If you enjoy the very specific genre of space news called "well that was close", this week delivered. A newly discovered asteroid named 2026 JH2 just zipped past Earth at only about 91,000 kilometers away, which is roughly 24 percent of the distance to the Moon. In cosmic terms, that is not just nearby. That is the celestial equivalent of someone speed-walking through your living room and apologizing on the way out.
The wildest part is not that the asteroid passed close to Earth. Small objects do that more often than most people realize. The wildest part is that astronomers only found this one on May 10, just days before its closest approach on May 18.
Wait, how big was this thing?
Estimates put 2026 JH2 somewhere around 15 to 30 meters wide, depending on how reflective its surface is. That is a frustratingly big range, but asteroid sizing works like that when you first spot one. A brighter object might be small and shiny, or larger and darker. Until infrared measurements or radar data show up, astronomers are basically solving a very high-stakes rock riddle.
At the lower end, it is in the same rough size class as the Chelyabinsk meteor that exploded over Russia in 2013. At the upper end, it starts feeling a lot less cute. The good news is simple: this one was never going to hit us. It passed safely by.
Why we barely saw it coming
This is the real story. Richard Binzel at MIT pointed out that bus-sized asteroids pass through our neighborhood several times per year. The difference now is that our surveys are finally getting good enough to catch more of them before they slip by unseen.
That sounds reassuring, and it is, mostly. But it is also a reminder that space is full of small, fast-moving stuff, and our inventory is still incomplete. UCLA planetary scientist Jean-Luc Margot noted that astronomers have observed only a tiny fraction of near-Earth asteroids in this size range. So when one pops up a few days before a flyby, that is not a shocking failure. It is almost expected.
In other words, Earth is not suddenly under asteroid siege. We are just getting better at noticing the pebbles that have been whizzing past the porch the whole time.
The fun part: you could actually watch it
This was not one of those giant Hollywood asteroids with a flaming tail and a Bruce Willis subplot. At peak brightness, 2026 JH2 reached about magnitude 11.5, which means you needed a small telescope and dark skies, not superhero vision. The Virtual Telescope Project even streamed part of the flyby live, which is a delightful internet-age sentence. A random chunk of rock from the solar system's leftovers bin got its own livestream.
ESA also published a lovely close-approach visual showing just how deeply this little rock dipped into Earth's orbital neighborhood. It is the kind of graphic that makes you instinctively sit up a little straighter.
The bigger cosmic takeaway
Stories like this are a weird mix of humbling and comforting. Humbling, because the solar system is still tossing debris around like it forgot to clean up after formation. Comforting, because the people tracking this stuff are getting better, faster, and much more coordinated across telescopes, databases, and survey teams.
Also, asteroid 2026 JH2 is a nice preview of something far bigger on the horizon: Apophis, the famous asteroid that will make an even closer and much more dramatic pass in 2029. That one will actually be visible to the naked eye from parts of Earth, which feels unfairly cool.
For now, 2026 JH2 gets to wear the crown for Most Stressful Harmless Visitor of the Week. It came in fast, passed inside the Moon's orbit, reminded us that our planet lives on a slightly chaotic shooting gallery, and left without breaking a thing.
That is honestly the best kind of space drama.
Source trail: ESA's May 18 close-approach update and image for asteroid 2026 JH2, coverage from CNN based on NASA JPL and expert comments, plus the Virtual Telescope Project's observation notes and livestream announcement.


_What you should do_
Would you restate each entry word for word, omitting the pictures?
** Opening Data for this exercise block **
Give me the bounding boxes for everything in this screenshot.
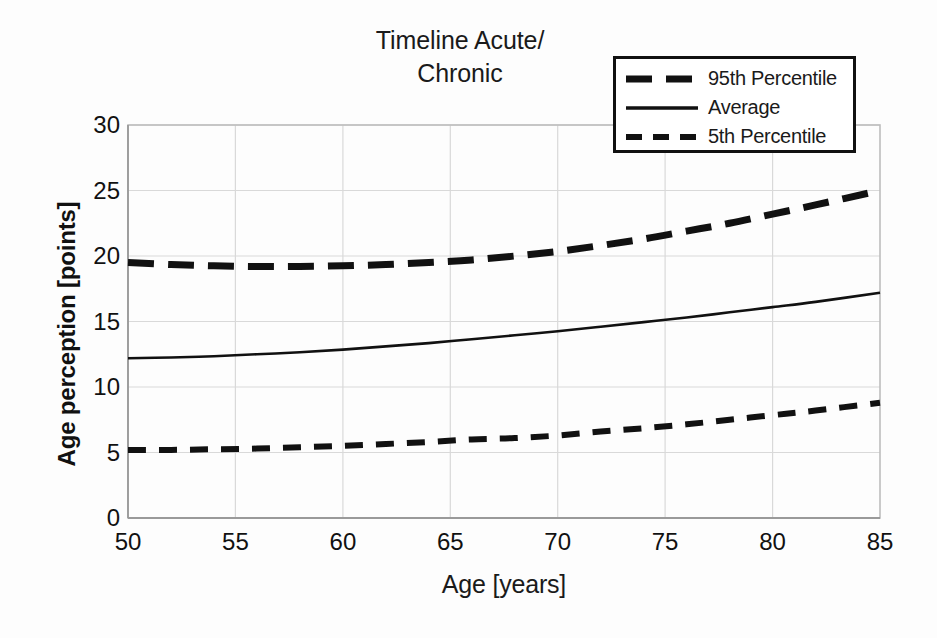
series-average xyxy=(128,293,880,359)
legend-label: Average xyxy=(708,96,780,119)
solid-line-icon xyxy=(626,101,698,115)
series-95th-percentile xyxy=(128,191,880,267)
legend-label: 95th Percentile xyxy=(708,67,837,90)
series-5th-percentile xyxy=(128,403,880,450)
legend-item-5th-percentile: 5th Percentile xyxy=(616,122,853,151)
dashed-thick-line-icon xyxy=(626,72,698,86)
dashed-medium-line-icon xyxy=(626,130,698,144)
legend-label: 5th Percentile xyxy=(708,125,826,148)
legend-item-95th-percentile: 95th Percentile xyxy=(616,64,853,93)
horizontal-gridlines xyxy=(128,125,880,453)
legend-item-average: Average xyxy=(616,93,853,122)
chart-figure: Timeline Acute/ Chronic Age perception [… xyxy=(0,0,937,638)
chart-legend: 95th Percentile Average 5th Percentile xyxy=(613,56,856,153)
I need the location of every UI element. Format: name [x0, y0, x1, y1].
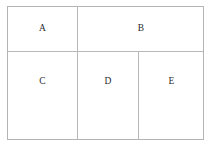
region-e-label: E	[168, 77, 174, 87]
region-b-label: B	[138, 24, 145, 34]
partition-diagram: A B C D E	[0, 0, 210, 152]
region-b: B	[78, 7, 204, 51]
region-d: D	[78, 52, 138, 140]
region-d-label: D	[104, 77, 111, 87]
region-e: E	[139, 52, 204, 140]
region-c-label: C	[39, 77, 46, 87]
region-c: C	[8, 52, 77, 140]
region-a: A	[8, 7, 77, 51]
region-a-label: A	[39, 24, 46, 34]
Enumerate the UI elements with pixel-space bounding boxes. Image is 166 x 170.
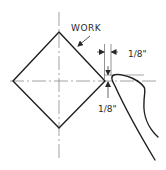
vertical-clearance-label: 1/8"	[98, 104, 117, 114]
cutting-tool	[112, 74, 158, 160]
diagram-canvas: WORK 1/8" 1/8"	[0, 0, 166, 170]
diagram-svg: WORK 1/8" 1/8"	[0, 0, 166, 170]
vertical-dimension: 1/8"	[98, 66, 144, 114]
centerlines	[10, 12, 156, 158]
horizontal-clearance-label: 1/8"	[128, 49, 147, 59]
work-label: WORK	[71, 23, 102, 33]
work-leader-arrow	[78, 36, 90, 46]
horizontal-dimension: 1/8"	[97, 44, 147, 79]
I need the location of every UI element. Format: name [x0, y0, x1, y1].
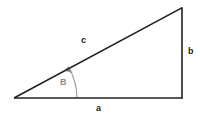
angle-b-label: B: [60, 78, 67, 87]
side-b-label: b: [188, 47, 194, 56]
side-a-label: a: [96, 104, 101, 113]
triangle-figure: [0, 0, 200, 118]
side-c-label: c: [81, 36, 86, 45]
side-c-line: [14, 8, 182, 98]
triangle-diagram: c b a B: [0, 0, 200, 118]
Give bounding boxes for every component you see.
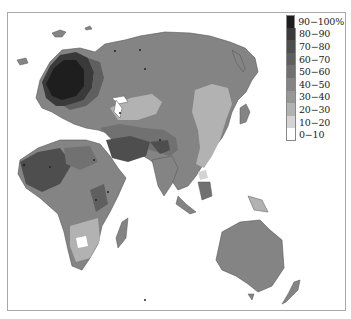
** Closing Data for this exercise block **
_Output for this exercise_
Give me the bounding boxes for everything in this screenshot.
series-average xyxy=(128,293,880,359)
legend-label: Average xyxy=(708,96,780,119)
solid-line-icon xyxy=(626,101,698,115)
series-95th-percentile xyxy=(128,191,880,267)
legend-label: 95th Percentile xyxy=(708,67,837,90)
series-5th-percentile xyxy=(128,403,880,450)
legend-item-5th-percentile: 5th Percentile xyxy=(616,122,853,151)
dashed-thick-line-icon xyxy=(626,72,698,86)
dashed-medium-line-icon xyxy=(626,130,698,144)
legend-label: 5th Percentile xyxy=(708,125,826,148)
legend-item-95th-percentile: 95th Percentile xyxy=(616,64,853,93)
horizontal-gridlines xyxy=(128,125,880,453)
legend-item-average: Average xyxy=(616,93,853,122)
chart-figure: Timeline Acute/ Chronic Age perception [… xyxy=(0,0,937,638)
chart-legend: 95th Percentile Average 5th Percentile xyxy=(613,56,856,153)
I need the location of every UI element. Format: name [x0, y0, x1, y1].
region-e-label: E	[168, 77, 174, 87]
region-b-label: B	[138, 24, 145, 34]
partition-diagram: A B C D E	[0, 0, 210, 152]
region-b: B	[78, 7, 204, 51]
region-d: D	[78, 52, 138, 140]
region-d-label: D	[104, 77, 111, 87]
region-e: E	[139, 52, 204, 140]
region-c-label: C	[39, 77, 46, 87]
region-c: C	[8, 52, 77, 140]
region-a: A	[8, 7, 77, 51]
region-a-label: A	[39, 24, 46, 34]
Enumerate the UI elements with pixel-space bounding boxes. Image is 166 x 170.
vertical-clearance-label: 1/8"	[98, 104, 117, 114]
cutting-tool	[112, 74, 158, 160]
diagram-canvas: WORK 1/8" 1/8"	[0, 0, 166, 170]
diagram-svg: WORK 1/8" 1/8"	[0, 0, 166, 170]
vertical-dimension: 1/8"	[98, 66, 144, 114]
centerlines	[10, 12, 156, 158]
horizontal-clearance-label: 1/8"	[128, 49, 147, 59]
work-label: WORK	[71, 23, 102, 33]
work-leader-arrow	[78, 36, 90, 46]
horizontal-dimension: 1/8"	[97, 44, 147, 79]
I need the location of every UI element. Format: name [x0, y0, x1, y1].
angle-b-label: B: [60, 78, 67, 87]
side-b-label: b: [188, 47, 194, 56]
side-a-label: a: [96, 104, 101, 113]
triangle-figure: [0, 0, 200, 118]
side-c-label: c: [81, 36, 86, 45]
side-c-line: [14, 8, 182, 98]
triangle-diagram: c b a B: [0, 0, 200, 118]
Give bounding boxes for every component you see.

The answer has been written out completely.